The Congressional Budget Office report on the Budgetary and Economic Effects of Repealing the Affordable Care Act has been widely reported and by now its themes are well known. I add just a few observations.
The report was the first since 2012 analyzing the likely results of a repeal of the law. Indeed, in 2013 the CBO declined a request that it again estimate the results of a repeal as too difficult and unnecessary. The report was also the first time the CBO applied “dynamic scoring,” to its repeal estimate, a change that had been required by the new Republican majorities in the House and Senate. The CBO, that is, for the first time looked not only at the direct effects of repeal on changes in revenues and expenditures in the federal budget, it also considered the broader macroeconomic consequences of repeal on the economy, and the indirect effects of these consequences on the federal budget.
2015 And 2012: Very Different Routes To Similar Results
The bottom line of the estimate was not radically different from 2012. In 2012 the CBO had estimated that repeal would add $109 billion to the deficit over 10 years. In 2015, it estimated the net addition to the deficit would be $137 billion over 10 years. How the CBO got to that number, however, was quite different.
To begin, CBO estimated that repealing the ACA coverage provisions would reduce spending for the exchange subsidies, Medicaid and CHIP outlays, and small-employer tax credit by $1,658 trillion. Repeal would also, however, end collections of individual and employer mandate penalties, the Cadillac tax, and reduce other revenues at total of $502 billion. Thus the net effect of repealing the coverage expansion provisions would be a savings of $1.156 trillion.
Repealing the ACA, however, would also mean the loss of $879 billion in other savings accomplished through the ACA, mainly in the Medicare and Medicaid programs.
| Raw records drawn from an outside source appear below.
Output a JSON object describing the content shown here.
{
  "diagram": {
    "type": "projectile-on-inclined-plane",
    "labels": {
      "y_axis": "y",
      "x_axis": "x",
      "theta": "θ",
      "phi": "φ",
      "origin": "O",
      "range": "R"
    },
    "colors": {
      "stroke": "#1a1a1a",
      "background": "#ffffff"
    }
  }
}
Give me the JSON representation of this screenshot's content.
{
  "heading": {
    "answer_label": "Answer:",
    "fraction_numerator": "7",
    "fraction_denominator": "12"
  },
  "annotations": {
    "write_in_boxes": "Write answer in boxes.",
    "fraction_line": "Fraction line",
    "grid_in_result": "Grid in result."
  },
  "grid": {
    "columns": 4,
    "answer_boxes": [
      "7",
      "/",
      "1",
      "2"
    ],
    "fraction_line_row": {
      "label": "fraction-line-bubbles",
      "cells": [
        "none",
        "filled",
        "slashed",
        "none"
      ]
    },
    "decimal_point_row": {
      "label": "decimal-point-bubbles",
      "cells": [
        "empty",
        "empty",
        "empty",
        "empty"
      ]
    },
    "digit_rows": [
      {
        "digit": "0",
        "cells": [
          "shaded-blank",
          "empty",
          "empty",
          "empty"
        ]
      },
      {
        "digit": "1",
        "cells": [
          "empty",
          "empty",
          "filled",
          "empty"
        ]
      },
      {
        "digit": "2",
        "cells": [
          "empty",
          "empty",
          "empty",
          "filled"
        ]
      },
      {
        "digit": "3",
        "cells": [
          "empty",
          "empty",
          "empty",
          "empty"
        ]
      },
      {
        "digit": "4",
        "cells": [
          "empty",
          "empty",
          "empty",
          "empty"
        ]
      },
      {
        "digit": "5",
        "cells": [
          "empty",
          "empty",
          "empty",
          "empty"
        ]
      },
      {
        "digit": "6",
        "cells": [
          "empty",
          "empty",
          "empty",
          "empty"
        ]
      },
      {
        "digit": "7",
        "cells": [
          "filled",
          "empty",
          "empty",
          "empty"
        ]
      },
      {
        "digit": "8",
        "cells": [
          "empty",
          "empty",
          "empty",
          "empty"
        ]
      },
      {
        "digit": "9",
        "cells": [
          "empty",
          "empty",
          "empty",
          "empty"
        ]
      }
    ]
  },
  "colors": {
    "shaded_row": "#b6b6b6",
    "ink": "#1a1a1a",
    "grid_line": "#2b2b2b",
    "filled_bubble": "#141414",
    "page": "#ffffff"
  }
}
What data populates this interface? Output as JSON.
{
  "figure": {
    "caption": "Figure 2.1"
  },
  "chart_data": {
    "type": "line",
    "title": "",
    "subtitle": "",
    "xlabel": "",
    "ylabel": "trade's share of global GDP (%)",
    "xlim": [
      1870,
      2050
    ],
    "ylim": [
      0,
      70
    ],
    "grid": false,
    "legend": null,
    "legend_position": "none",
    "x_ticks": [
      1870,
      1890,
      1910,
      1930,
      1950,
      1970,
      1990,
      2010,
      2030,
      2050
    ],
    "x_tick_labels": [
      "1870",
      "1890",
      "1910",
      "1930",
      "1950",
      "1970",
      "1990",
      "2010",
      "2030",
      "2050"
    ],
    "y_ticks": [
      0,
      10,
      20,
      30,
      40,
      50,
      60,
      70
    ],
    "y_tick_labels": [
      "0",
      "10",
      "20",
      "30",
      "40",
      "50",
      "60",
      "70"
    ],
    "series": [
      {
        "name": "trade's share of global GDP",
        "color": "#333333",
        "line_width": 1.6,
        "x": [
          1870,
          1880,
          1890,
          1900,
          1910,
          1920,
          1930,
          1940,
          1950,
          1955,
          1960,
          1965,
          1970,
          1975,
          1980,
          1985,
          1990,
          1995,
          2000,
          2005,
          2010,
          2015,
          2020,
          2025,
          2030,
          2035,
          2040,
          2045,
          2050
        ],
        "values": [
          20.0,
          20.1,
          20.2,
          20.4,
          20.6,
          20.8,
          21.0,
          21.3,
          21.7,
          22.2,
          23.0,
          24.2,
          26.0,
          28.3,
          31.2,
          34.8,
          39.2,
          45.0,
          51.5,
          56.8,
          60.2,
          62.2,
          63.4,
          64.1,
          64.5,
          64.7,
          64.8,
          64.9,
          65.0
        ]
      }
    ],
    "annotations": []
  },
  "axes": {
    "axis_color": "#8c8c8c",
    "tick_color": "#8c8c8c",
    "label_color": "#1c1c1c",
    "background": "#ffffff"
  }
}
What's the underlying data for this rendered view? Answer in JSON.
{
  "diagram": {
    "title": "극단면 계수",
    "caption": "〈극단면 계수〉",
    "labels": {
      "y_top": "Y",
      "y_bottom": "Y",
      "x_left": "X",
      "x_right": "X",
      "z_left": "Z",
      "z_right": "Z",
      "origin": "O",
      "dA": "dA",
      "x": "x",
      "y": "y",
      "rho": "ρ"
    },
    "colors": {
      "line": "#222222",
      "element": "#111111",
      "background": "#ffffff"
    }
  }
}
It would also mean the loss of $631 in other increased revenues, mainly taxes on high-income Americans and on certain health care providers and insurers. On balance, repeal would result in an increase in the deficit of $353 billion before considering the macroeconomic effects. This number is much larger than the corresponding number from the 2012 report.
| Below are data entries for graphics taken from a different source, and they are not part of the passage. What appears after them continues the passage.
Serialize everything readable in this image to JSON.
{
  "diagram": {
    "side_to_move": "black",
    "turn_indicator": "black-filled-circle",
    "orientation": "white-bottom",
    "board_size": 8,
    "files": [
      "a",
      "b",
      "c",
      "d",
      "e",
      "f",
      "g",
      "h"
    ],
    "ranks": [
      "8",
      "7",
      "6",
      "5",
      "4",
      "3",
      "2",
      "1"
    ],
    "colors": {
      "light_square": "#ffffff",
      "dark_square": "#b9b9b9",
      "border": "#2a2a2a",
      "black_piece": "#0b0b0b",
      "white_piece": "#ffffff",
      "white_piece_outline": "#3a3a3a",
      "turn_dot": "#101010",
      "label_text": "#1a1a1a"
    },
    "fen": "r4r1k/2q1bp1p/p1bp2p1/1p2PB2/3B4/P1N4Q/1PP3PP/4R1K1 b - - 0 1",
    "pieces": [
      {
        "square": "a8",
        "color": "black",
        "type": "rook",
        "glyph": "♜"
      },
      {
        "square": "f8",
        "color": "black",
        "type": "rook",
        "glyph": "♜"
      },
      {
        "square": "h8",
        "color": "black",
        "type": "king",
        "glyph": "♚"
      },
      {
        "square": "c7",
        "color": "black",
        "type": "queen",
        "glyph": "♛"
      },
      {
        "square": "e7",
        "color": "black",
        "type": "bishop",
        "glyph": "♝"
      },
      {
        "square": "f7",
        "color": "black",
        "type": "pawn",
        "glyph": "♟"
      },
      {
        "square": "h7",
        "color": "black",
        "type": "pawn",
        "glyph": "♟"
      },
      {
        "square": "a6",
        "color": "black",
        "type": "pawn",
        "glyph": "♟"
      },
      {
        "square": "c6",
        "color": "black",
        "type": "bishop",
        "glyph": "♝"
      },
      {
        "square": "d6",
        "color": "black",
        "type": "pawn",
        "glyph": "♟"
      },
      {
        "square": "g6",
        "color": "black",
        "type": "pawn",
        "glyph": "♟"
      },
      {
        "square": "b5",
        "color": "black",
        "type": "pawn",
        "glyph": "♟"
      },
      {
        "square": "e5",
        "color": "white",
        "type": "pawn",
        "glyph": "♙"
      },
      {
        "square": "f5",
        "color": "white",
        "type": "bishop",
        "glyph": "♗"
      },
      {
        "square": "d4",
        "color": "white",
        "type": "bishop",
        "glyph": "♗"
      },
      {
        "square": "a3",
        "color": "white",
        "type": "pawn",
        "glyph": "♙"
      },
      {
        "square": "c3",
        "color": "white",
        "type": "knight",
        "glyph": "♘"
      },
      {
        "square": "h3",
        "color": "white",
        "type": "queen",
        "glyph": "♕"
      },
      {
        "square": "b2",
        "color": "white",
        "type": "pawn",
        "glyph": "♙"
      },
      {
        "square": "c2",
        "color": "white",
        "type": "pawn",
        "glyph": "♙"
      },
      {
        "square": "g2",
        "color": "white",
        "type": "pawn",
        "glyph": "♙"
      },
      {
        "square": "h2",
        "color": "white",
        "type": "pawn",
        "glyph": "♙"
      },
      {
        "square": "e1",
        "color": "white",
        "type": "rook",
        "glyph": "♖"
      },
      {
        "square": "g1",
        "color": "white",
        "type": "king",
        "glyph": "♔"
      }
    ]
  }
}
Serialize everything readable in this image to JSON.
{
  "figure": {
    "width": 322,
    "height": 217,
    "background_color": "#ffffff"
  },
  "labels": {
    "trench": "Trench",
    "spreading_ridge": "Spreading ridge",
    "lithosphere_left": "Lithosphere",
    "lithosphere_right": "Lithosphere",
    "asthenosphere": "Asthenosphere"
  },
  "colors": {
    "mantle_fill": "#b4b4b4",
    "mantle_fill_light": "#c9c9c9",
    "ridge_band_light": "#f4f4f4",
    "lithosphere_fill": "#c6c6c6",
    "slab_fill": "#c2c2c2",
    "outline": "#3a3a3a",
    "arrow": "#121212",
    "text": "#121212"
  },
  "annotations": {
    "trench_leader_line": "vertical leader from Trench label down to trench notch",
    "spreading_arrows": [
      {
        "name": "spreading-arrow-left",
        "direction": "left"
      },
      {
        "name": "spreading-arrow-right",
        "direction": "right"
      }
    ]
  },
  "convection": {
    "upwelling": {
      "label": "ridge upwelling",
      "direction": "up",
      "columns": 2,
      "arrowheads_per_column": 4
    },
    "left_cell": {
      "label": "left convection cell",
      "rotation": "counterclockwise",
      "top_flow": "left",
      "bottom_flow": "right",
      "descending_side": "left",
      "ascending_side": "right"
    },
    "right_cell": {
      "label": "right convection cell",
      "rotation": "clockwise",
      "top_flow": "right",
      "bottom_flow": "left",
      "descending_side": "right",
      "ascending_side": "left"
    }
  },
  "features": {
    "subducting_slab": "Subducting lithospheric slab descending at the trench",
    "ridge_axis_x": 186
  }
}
Macroeconomic Effects Of Repeal
The CBO then turns to the macroeconomic effects of repeal, which it believes to be considerable. According to the agency, repeal would increase the GDP would increase by .7 percent over the 2021 to 2025 period, reducing federal deficits by $216 billion over the 2016 to 2025 period. This effect would be driven primarily by more Americans entering the workforce as they lose coverage through Medicaid or the exchanges, thus increasing taxable compensation.
The CBO estimates that repeal would increase the number of hours worked by 1.5 percent. The increased labor supply and termination of taxes on capital income would also, the CBO projects, result in greater capital investment and productivity. Considering the macroeconomic effects, the net effect of repeal, therefore, would be a reduction in the deficit of only $137 billion.
The report states over and over again that these estimates are very uncertain. The CBO noted, for example, that if HHS adjusted Medicare payment levels retroactively to eliminate decreased payments attributable to baseline reductions already in place, the deficit would climb another $160 billion as a result of repealing the ACA. The effects of repeal also depend very much on what else is happening in the economy and in the health care system at the same time, and could come out very differently.
Coverage Effects Of Repeal
The report also estimates the effect of repeal on insurance coverage. Medicaid enrollment would decline by 14 million. Nongroup coverage would on net shrink by 18 million as the exchanges shut down. Employer coverage, on the other hand, would grow by 8 million. On net, 24 million more Americans would be uninsured over the 2021-2025 period.
All of these estimates are based on a total repeal of the ACA. This is, of course, impossible. The ACA has been irrevocably baked into our health care system. Current Medicare payment rules, for example, are based in large part on the ACA, as is increasingly the structure of providers and of insurance coverage. It might be possible to end the insurance coverage expansion programs and the taxes and mandates imposed by the ACA, but changing other provisions of the law would be much harder. And as the CBO report dramatically demonstrates, repeal would not only increase the deficit but would eliminate coverage for millions of Americans as well.
The Human Factor
Indeed, one of the main questions one is left with in reading the report is the wisdom, indeed the possibility, of reducing all of the effects of a law to its effect on the budget and the economy. Assuming the hours worked by Americans increase by 1.5 percent because individuals fear losing health coverage if the do not find employment with benefits, or work more hours, what will those Americans be losing instead? How many of the Americans who would rejoin the labor force are early retirees–utterly exhausted from a life of manual labor—who had enough money to live on but could not retire because they could not afford health insurance? How many would have to return to dead-end jobs in which they had been held by health insurance job lock but from which they had been released by health care reform to find more creative and satisfying—but less remunerative–work?
And how can we measure the increased insecurity and poorer health, indeed the shorter lifespans, that would be the experience of the 24 million who would lose coverage?